Royal Mail has announced new plans to make it easier for
consumers to post and return parcels at Customer Service Points in
Delivery Offices nationwide.
From April 2017, customers will be able to print off delivery and return labels at all of Royal Mail’s 1,200 Customer Service Points.
With the new self-service solution, Labels to Go, customers returning items online or buying postage online will receive an email containing a unique QR code. When this is scanned at a Customer Service Point, the QR code produces a postage label which can be applied to the parcel.
Currently, customers returning items using the Royal Mail returns portal or buying postage online using Click and Drop are required to print the postage labels at home. But increasingly consumers are ordering, paying for, sending and returning items online.
With over 50 per cent of UK shoppers using a mobile phone for their online purchases, customers will benefit from the convenience of being able to print postage labels and post their parcels at the same time. It will also save time and money as they do not need to have a printer at home.
For businesses, this means even more convenient returns for their customers, high print quality of returns labels, and the visibility of Tracked Returns through the Royal Mail network.
My thanks to John Enfield for pointing out my error in suggesting that this might impact - either way - on Post Offices. These are, of course, Royal Mail customer service points at Delivery Offices (DO). Most of us are not familiar with these - unless we have to collect undelivered or underpaid items. My local DO is very small, with the CSP about 8 feet square, so it doesn't immediately spring to mind as a place for posting anything, especially with the regular opening hours excluding the period from 10 am - 12 noon, the most likely time for a visit for many of us.
The press release also includes a reminder that "The company also announced [last year] that customers will be able to send pre-paid parcels from Delivery Offices across the UK." Not being a regular visitor I have never seen this happen. Perhaps readers who visit larger offices can tell us what happens and the procedure. I can see how it would work for on-line prepaid parcels with a home-printed certificate of posting, but if stamps are used what do they use to cancel the stamps? For those few offices with Post and Go machines, what happens if you use P&G to send a parcel at a Delivery Office.
All contributions welcome, especially with evidence of cancellation and/or receipts. Thanks!
From April 2017, customers will be able to print off delivery and return labels at all of Royal Mail’s 1,200 Customer Service Points.
With the new self-service solution, Labels to Go, customers returning items online or buying postage online will receive an email containing a unique QR code. When this is scanned at a Customer Service Point, the QR code produces a postage label which can be applied to the parcel.
Currently, customers returning items using the Royal Mail returns portal or buying postage online using Click and Drop are required to print the postage labels at home. But increasingly consumers are ordering, paying for, sending and returning items online.
With over 50 per cent of UK shoppers using a mobile phone for their online purchases, customers will benefit from the convenience of being able to print postage labels and post their parcels at the same time. It will also save time and money as they do not need to have a printer at home.
For businesses, this means even more convenient returns for their customers, high print quality of returns labels, and the visibility of Tracked Returns through the Royal Mail network.
My thanks to John Enfield for pointing out my error in suggesting that this might impact - either way - on Post Offices. These are, of course, Royal Mail customer service points at Delivery Offices (DO). Most of us are not familiar with these - unless we have to collect undelivered or underpaid items. My local DO is very small, with the CSP about 8 feet square, so it doesn't immediately spring to mind as a place for posting anything, especially with the regular opening hours excluding the period from 10 am - 12 noon, the most likely time for a visit for many of us.
The press release also includes a reminder that "The company also announced [last year] that customers will be able to send pre-paid parcels from Delivery Offices across the UK." Not being a regular visitor I have never seen this happen. Perhaps readers who visit larger offices can tell us what happens and the procedure. I can see how it would work for on-line prepaid parcels with a home-printed certificate of posting, but if stamps are used what do they use to cancel the stamps? For those few offices with Post and Go machines, what happens if you use P&G to send a parcel at a Delivery Office.
All contributions welcome, especially with evidence of cancellation and/or receipts. Thanks!
The 'Royal Mail Customer Service Points' are the enquiry offices at Delivery Offices, so this development is more likely to reduce visits to Post Offices!
ReplyDeleteThank you John, I should have tumbled to that, so it is as well that my readers are on the ball.
DeleteAren't the pre-paid parcels where the company already supply a return label i.e. Next and the like.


Could you write out the listing below exactly as it stands, leaving out the pictures?

:::::

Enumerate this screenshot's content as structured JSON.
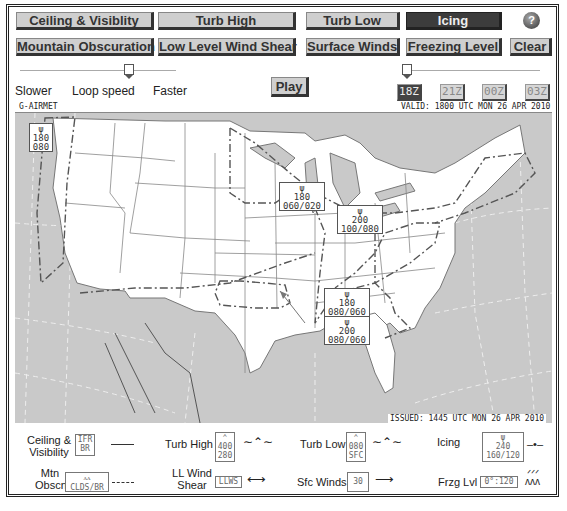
{
  "toolbar": {
    "row1": [
      "Ceiling & Visiblity",
      "Turb High",
      "Turb Low",
      "Icing"
    ],
    "row2": [
      "Mountain Obscuration",
      "Low Level Wind Shear",
      "Surface Winds",
      "Freezing Level"
    ],
    "active": "Icing",
    "clear_label": "Clear",
    "help_label": "?"
  },
  "loop": {
    "slower_label": "Slower",
    "speed_label": "Loop speed",
    "faster_label": "Faster",
    "play_label": "Play"
  },
  "times": {
    "items": [
      "18Z",
      "21Z",
      "00Z",
      "03Z"
    ],
    "active": "18Z"
  },
  "map": {
    "product_label": "G-AIRMET",
    "valid_text": "VALID: 1800 UTC MON 26 APR 2010",
    "issued_text": "ISSUED: 1445 UTC MON 26 APR 2010",
    "icing_stamps": [
      {
        "top": "180",
        "bottom": "080"
      },
      {
        "top": "180",
        "bottom": "060/020"
      },
      {
        "top": "200",
        "bottom": "100/080"
      },
      {
        "top": "180",
        "bottom": "080/060"
      },
      {
        "top": "200",
        "bottom": "080/060"
      }
    ],
    "colors": {
      "land": "#ffffff",
      "water": "#c9c9c9",
      "border": "#777777",
      "airmet_line": "#555555"
    }
  },
  "legend": {
    "ceiling": {
      "label1": "Ceiling &",
      "label2": "Visibility",
      "box1": "IFR",
      "box2": "BR"
    },
    "turb_high": {
      "label": "Turb High",
      "box1": "400",
      "box2": "280"
    },
    "turb_low": {
      "label": "Turb Low",
      "box1": "080",
      "box2": "SFC"
    },
    "icing": {
      "label": "Icing",
      "box1": "240",
      "box2": "160/120"
    },
    "mtn": {
      "label1": "Mtn",
      "label2": "Obscn",
      "box": "CLDS/BR"
    },
    "llws": {
      "label1": "LL Wind",
      "label2": "Shear",
      "box": "LLWS"
    },
    "sfc_winds": {
      "label": "Sfc  Winds",
      "box": "30"
    },
    "frzg": {
      "label": "Frzg Lvl",
      "box": "0°:120"
    }
  }
}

:::::

(WRITTEN SOLUTION)
Enumerate this screenshot's content as structured JSON.
{
  "toolbar": {
    "row1": [
      "Ceiling & Visiblity",
      "Turb High",
      "Turb Low",
      "Icing"
    ],
    "row2": [
      "Mountain Obscuration",
      "Low Level Wind Shear",
      "Surface Winds",
      "Freezing Level"
    ],
    "active": "Icing",
    "clear_label": "Clear",
    "help_label": "?"
  },
  "loop": {
    "slower_label": "Slower",
    "speed_label": "Loop speed",
    "faster_label": "Faster",
    "play_label": "Play"
  },
  "times": {
    "items": [
      "18Z",
      "21Z",
      "00Z",
      "03Z"
    ],
    "active": "18Z"
  },
  "map": {
    "product_label": "G-AIRMET",
    "valid_text": "VALID: 1800 UTC MON 26 APR 2010",
    "issued_text": "ISSUED: 1445 UTC MON 26 APR 2010",
    "icing_stamps": [
      {
        "top": "180",
        "bottom": "080"
      },
      {
        "top": "180",
        "bottom": "060/020"
      },
      {
        "top": "200",
        "bottom": "100/080"
      },
      {
        "top": "180",
        "bottom": "080/060"
      },
      {
        "top": "200",
        "bottom": "080/060"
      }
    ],
    "colors": {
      "land": "#ffffff",
      "water": "#c9c9c9",
      "border": "#777777",
      "airmet_line": "#555555"
    }
  },
  "legend": {
    "ceiling": {
      "label1": "Ceiling &",
      "label2": "Visibility",
      "box1": "IFR",
      "box2": "BR"
    },
    "turb_high": {
      "label": "Turb High",
      "box1": "400",
      "box2": "280"
    },
    "turb_low": {
      "label": "Turb Low",
      "box1": "080",
      "box2": "SFC"
    },
    "icing": {
      "label": "Icing",
      "box1": "240",
      "box2": "160/120"
    },
    "mtn": {
      "label1": "Mtn",
      "label2": "Obscn",
      "box": "CLDS/BR"
    },
    "llws": {
      "label1": "LL Wind",
      "label2": "Shear",
      "box": "LLWS"
    },
    "sfc_winds": {
      "label": "Sfc  Winds",
      "box": "30"
    },
    "frzg": {
      "label": "Frzg Lvl",
      "box": "0°:120"
    }
  }
}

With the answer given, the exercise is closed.